During her tenure, she expanded the center’s archives to include the papers of Esquivel, Popp and other local activists. Retter Vargas also led the Latina Lesbian Oral Histories project and, in the early years of the internet, created a website that housed a wealth of information on L.A. County’s lesbian history.
But when Retter Vargas died in 2007, her website domain was lost, and everything she’d posted vanished into the ether. The Latina Futures 2050 Lab digital projects librarian managed to retrieve that work. Now, Retter Vargas’ website is at the museum. Visitors can navigate it by clicking through the pages on a vintage neon green Mac desktop.
For the exhibition, the co-curators also decided to flip the camera on Retter Vargas. Instead of one of the interviews she conducted, Quintero and Sanchez opted to project an interview conducted by Popp, in which Retter Vargas recounts her life and work. In it, viewers can catch glimpses of rare vulnerability.

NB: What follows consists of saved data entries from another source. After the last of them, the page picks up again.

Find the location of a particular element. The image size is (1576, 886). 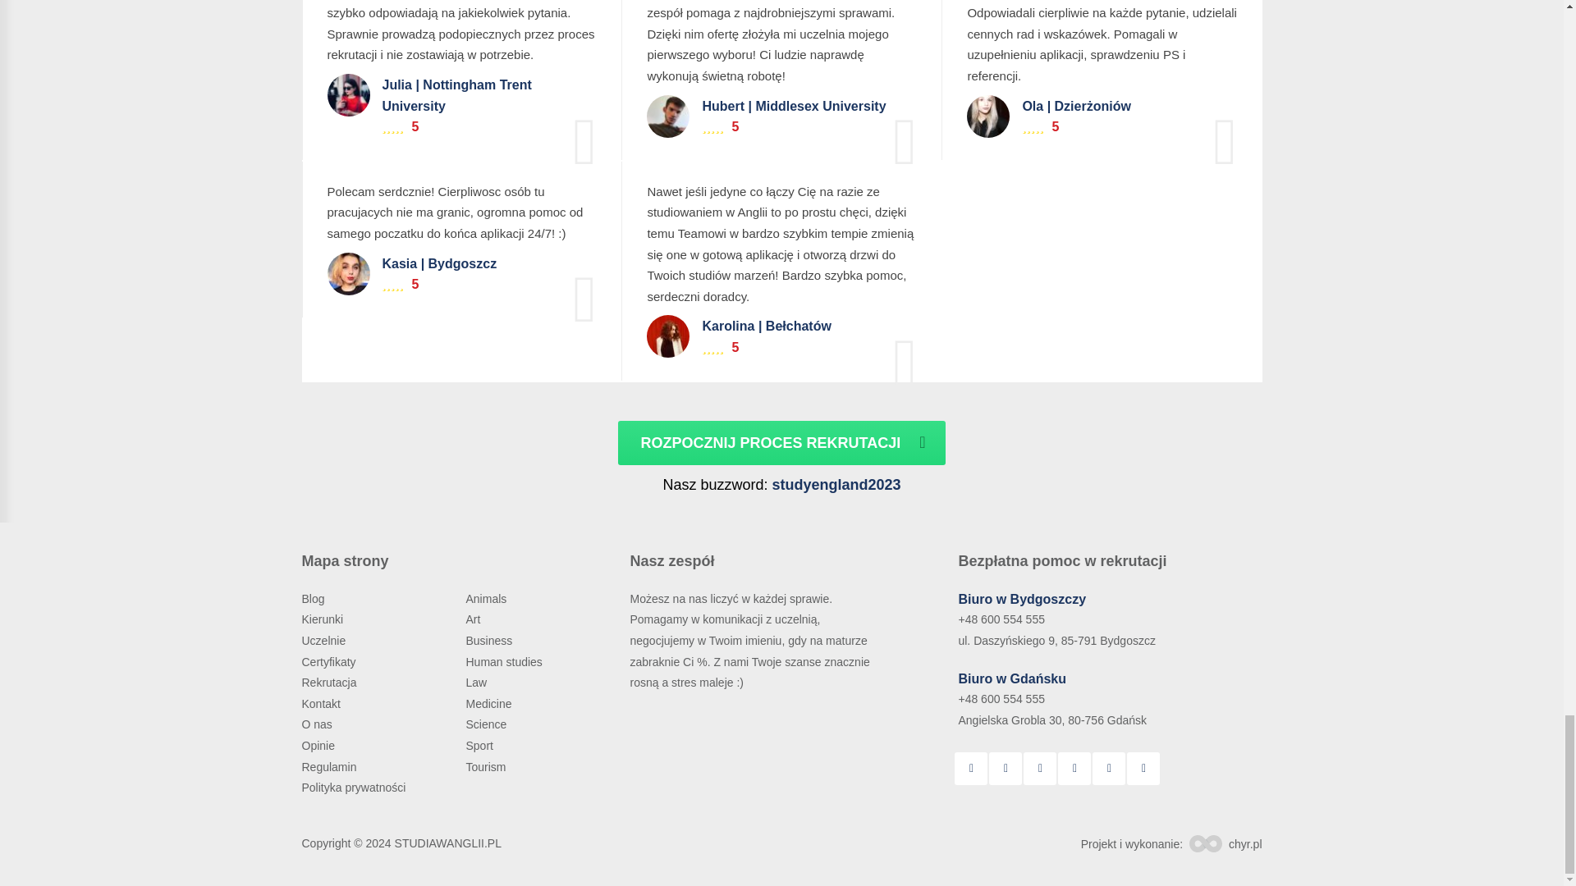

Law is located at coordinates (476, 683).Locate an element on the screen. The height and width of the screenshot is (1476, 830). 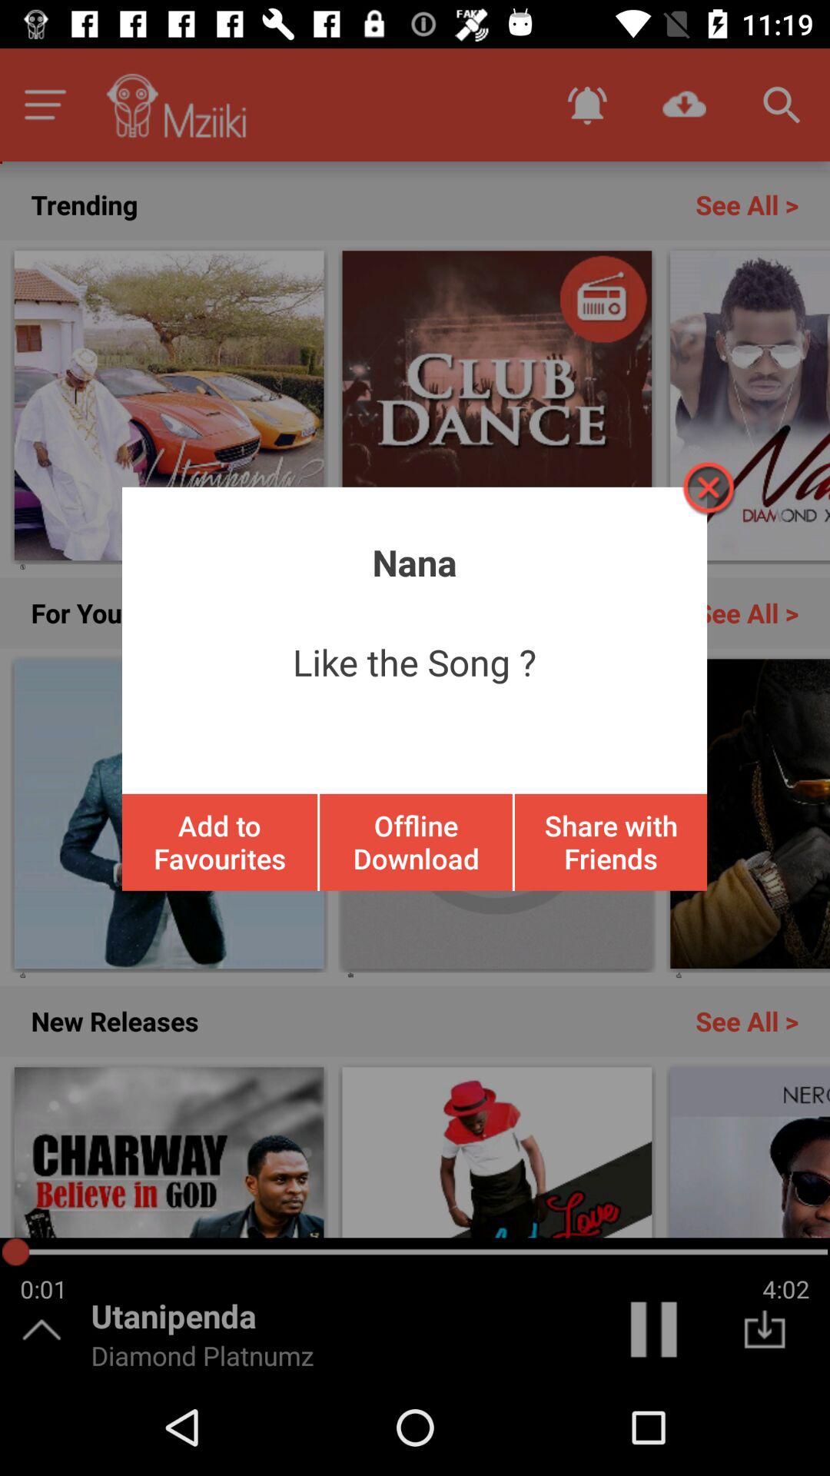
open icon next to the share with friends item is located at coordinates (416, 842).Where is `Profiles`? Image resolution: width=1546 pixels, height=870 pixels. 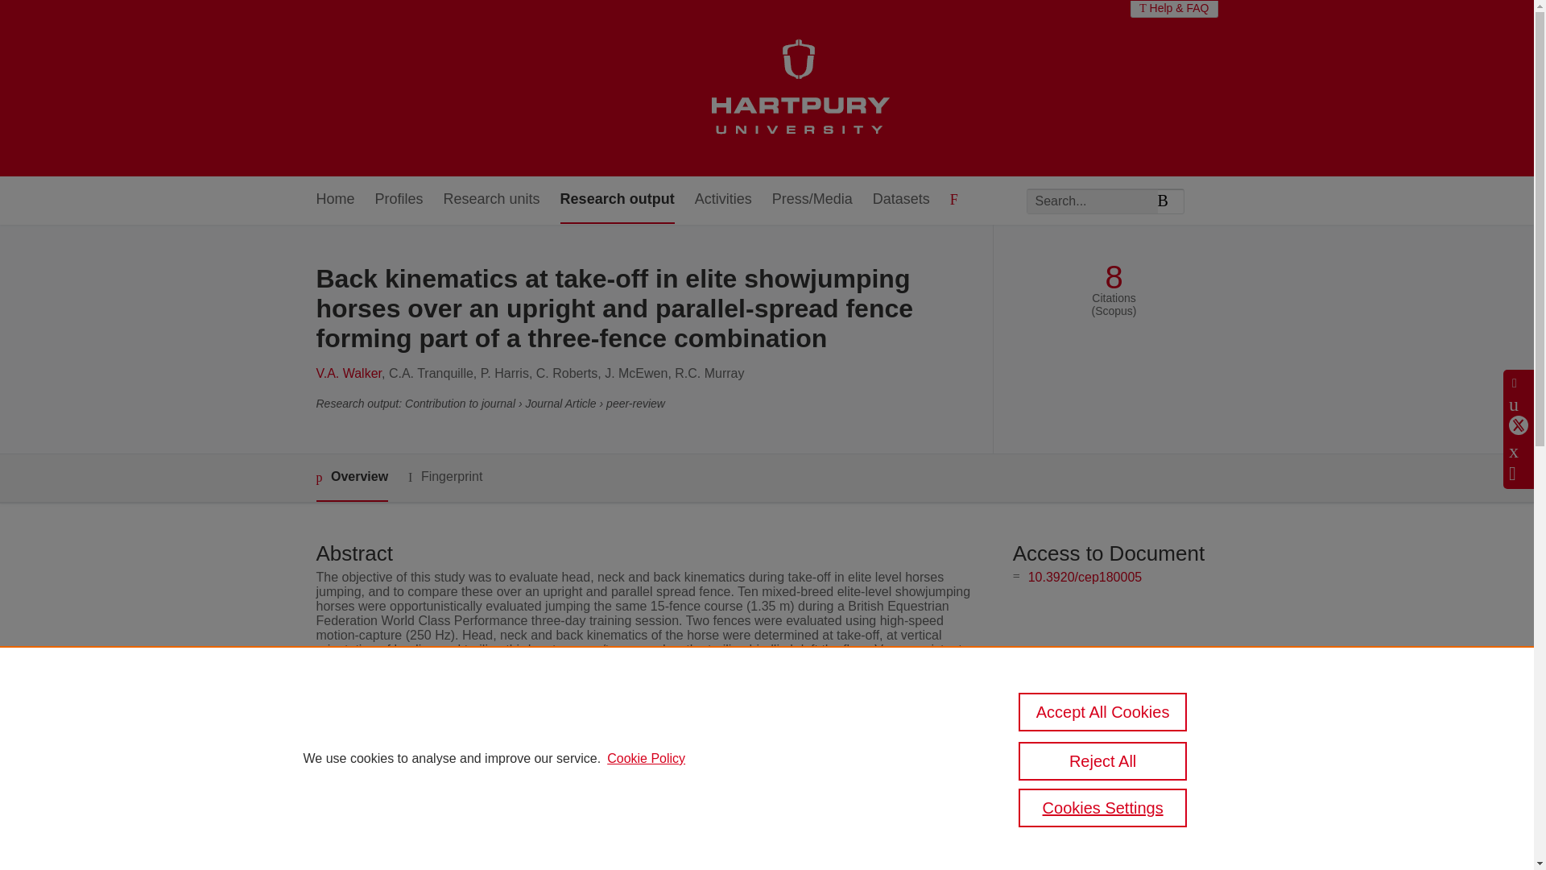 Profiles is located at coordinates (399, 200).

The tough as nails archivist opens up about her youth, including the pushback she experienced when attempting to live outside prescribed gender norms. In the video, Retter Vargas describes herself as an “oppositional child” — a label she “really took on throughout her life,” Sanchez said.
The name of the exhibition is itself a nod to Retter Vargas’s work. She titled her dissertation “On the Side of Angels: Lesbian Activism in Los Angeles, 1970-1990.” When Quintero came across it, she knew she wanted it to be the name of the exhibition.
Good to know: Parking is available at no cost on lot 4 , located on the corner of Collegian Avenue and Floral Drive.
At the show, the co-curators placed the toolbelt Retter Vargas wore while making her rounds at UCLA under a glass display case, along with other belongings. More than museum pieces, they seem to function as part of a room-sized altar.
On one of the exhibition’s walls, Quintero and Sanchez quoted the dedication in Retter Vargas’ academic work.
The first line reads: “To the butch and femme lesbian resisters, who were ‘out’ and about when it was not safe.”